Part of Mike Wallace’s legacy is the Knight-Wallace Fellows program at the University of Michigan, generously supported by Mike and Mary Wallace for many years and ably directed for three decades by veteran journalist Charles Eisendrath. Every year 15 to 20 Knight-Wallace Fellows decompress and commiserate in the Wallace House before returning to the journalistic trenches.
Mike and his stellar team of producers won 21 Emmy Awards, and according to CBS, he (and they) received five DuPont-Columbia journalism and five Peabody Awards. In June of 1991, he was inducted into the Television Academy Hall of Fame. He won the Paul White Award in 1993, the highest honor given by the Radio and Television News Directors Association. And he won the Robert F. Kennedy Journalism Award grand prize in 1996. See The New York Times’ fine coverage of his remarkable life, in text and video.

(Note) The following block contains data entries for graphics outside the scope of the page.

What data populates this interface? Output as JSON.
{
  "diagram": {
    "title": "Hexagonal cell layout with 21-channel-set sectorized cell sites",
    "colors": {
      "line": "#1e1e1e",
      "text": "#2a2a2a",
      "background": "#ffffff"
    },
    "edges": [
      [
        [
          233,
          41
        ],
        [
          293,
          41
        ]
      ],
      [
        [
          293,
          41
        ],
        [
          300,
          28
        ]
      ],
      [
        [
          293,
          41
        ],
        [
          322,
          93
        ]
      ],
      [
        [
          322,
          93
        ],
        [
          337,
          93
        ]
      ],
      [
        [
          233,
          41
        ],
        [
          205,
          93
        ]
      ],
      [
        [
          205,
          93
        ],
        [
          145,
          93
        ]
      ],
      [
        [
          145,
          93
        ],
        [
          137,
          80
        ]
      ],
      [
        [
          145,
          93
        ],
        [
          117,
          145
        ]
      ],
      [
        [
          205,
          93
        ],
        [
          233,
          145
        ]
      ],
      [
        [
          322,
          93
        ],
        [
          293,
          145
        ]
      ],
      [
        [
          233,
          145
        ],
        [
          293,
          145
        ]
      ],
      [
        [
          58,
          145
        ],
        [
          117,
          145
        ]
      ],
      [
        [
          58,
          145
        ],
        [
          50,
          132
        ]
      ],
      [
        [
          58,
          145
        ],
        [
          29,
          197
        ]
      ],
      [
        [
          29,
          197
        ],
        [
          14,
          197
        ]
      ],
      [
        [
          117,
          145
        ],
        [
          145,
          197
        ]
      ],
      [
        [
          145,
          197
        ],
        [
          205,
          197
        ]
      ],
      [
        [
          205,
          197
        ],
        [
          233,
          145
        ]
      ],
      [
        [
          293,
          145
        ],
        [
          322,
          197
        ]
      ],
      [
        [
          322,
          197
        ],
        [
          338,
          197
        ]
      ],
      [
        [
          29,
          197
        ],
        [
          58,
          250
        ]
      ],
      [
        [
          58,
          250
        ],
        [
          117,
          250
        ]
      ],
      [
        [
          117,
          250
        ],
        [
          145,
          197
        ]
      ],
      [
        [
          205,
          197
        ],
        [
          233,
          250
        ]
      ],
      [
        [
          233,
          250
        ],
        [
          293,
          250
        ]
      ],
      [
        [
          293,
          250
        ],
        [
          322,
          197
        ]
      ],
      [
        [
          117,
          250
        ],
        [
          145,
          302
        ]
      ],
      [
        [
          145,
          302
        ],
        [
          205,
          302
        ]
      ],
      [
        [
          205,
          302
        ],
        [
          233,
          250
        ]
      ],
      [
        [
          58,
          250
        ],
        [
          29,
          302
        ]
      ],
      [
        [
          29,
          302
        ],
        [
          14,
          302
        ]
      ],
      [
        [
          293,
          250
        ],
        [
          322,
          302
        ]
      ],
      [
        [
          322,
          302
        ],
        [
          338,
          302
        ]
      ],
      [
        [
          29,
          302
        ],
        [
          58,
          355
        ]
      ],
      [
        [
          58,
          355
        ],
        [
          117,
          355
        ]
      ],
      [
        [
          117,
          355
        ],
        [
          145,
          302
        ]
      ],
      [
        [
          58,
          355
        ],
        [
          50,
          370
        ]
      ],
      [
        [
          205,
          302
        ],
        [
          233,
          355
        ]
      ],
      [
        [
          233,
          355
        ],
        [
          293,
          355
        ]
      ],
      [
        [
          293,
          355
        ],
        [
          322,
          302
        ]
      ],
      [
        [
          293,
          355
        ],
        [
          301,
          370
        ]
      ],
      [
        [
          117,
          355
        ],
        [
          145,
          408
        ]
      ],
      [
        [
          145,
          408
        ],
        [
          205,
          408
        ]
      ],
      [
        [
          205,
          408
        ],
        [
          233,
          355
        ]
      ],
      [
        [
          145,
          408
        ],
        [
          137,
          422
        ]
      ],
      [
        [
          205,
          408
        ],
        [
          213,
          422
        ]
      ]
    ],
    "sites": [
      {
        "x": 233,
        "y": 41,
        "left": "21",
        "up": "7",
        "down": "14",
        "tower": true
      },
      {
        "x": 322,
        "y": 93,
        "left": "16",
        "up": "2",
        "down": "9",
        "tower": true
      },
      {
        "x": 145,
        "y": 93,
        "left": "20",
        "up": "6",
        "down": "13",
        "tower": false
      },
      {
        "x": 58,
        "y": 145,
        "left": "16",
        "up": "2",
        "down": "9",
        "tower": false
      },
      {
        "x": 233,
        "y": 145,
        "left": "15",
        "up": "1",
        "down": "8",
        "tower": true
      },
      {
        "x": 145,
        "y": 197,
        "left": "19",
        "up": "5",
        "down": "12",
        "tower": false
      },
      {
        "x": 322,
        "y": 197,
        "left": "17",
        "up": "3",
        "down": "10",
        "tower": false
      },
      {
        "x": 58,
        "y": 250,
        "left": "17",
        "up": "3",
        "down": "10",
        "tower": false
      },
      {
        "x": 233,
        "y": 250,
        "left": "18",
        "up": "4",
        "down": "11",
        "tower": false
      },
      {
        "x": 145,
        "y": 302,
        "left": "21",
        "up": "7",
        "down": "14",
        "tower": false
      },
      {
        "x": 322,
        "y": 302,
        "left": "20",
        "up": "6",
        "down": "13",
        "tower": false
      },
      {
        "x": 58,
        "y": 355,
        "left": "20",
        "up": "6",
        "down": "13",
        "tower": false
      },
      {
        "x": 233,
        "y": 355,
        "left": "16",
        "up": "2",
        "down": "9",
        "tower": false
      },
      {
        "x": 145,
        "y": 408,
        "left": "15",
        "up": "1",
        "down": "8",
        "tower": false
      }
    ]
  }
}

Mike Wallace will go down in history as the finest on-air investigative interviewer on the most popular and most honored network television news program in U.S. history. At “60 Minutes,” he set the gold standard for gutsy, “tough but fair,” go-for-the-jugular questioning, and he showed the world and the profession how investigative television news could look, should look.
Despite our serious professional and personal differences, what I learned from Mike was and remains incalculable. And every producer who worked with him knew that, while it might be an excruciating journey, the final product would be superb, because when you got back to the editing room, you almost always would have great material to work with, thanks to his strong presence and adroit interview style.
It was an honor and a privilege to know and to work with him.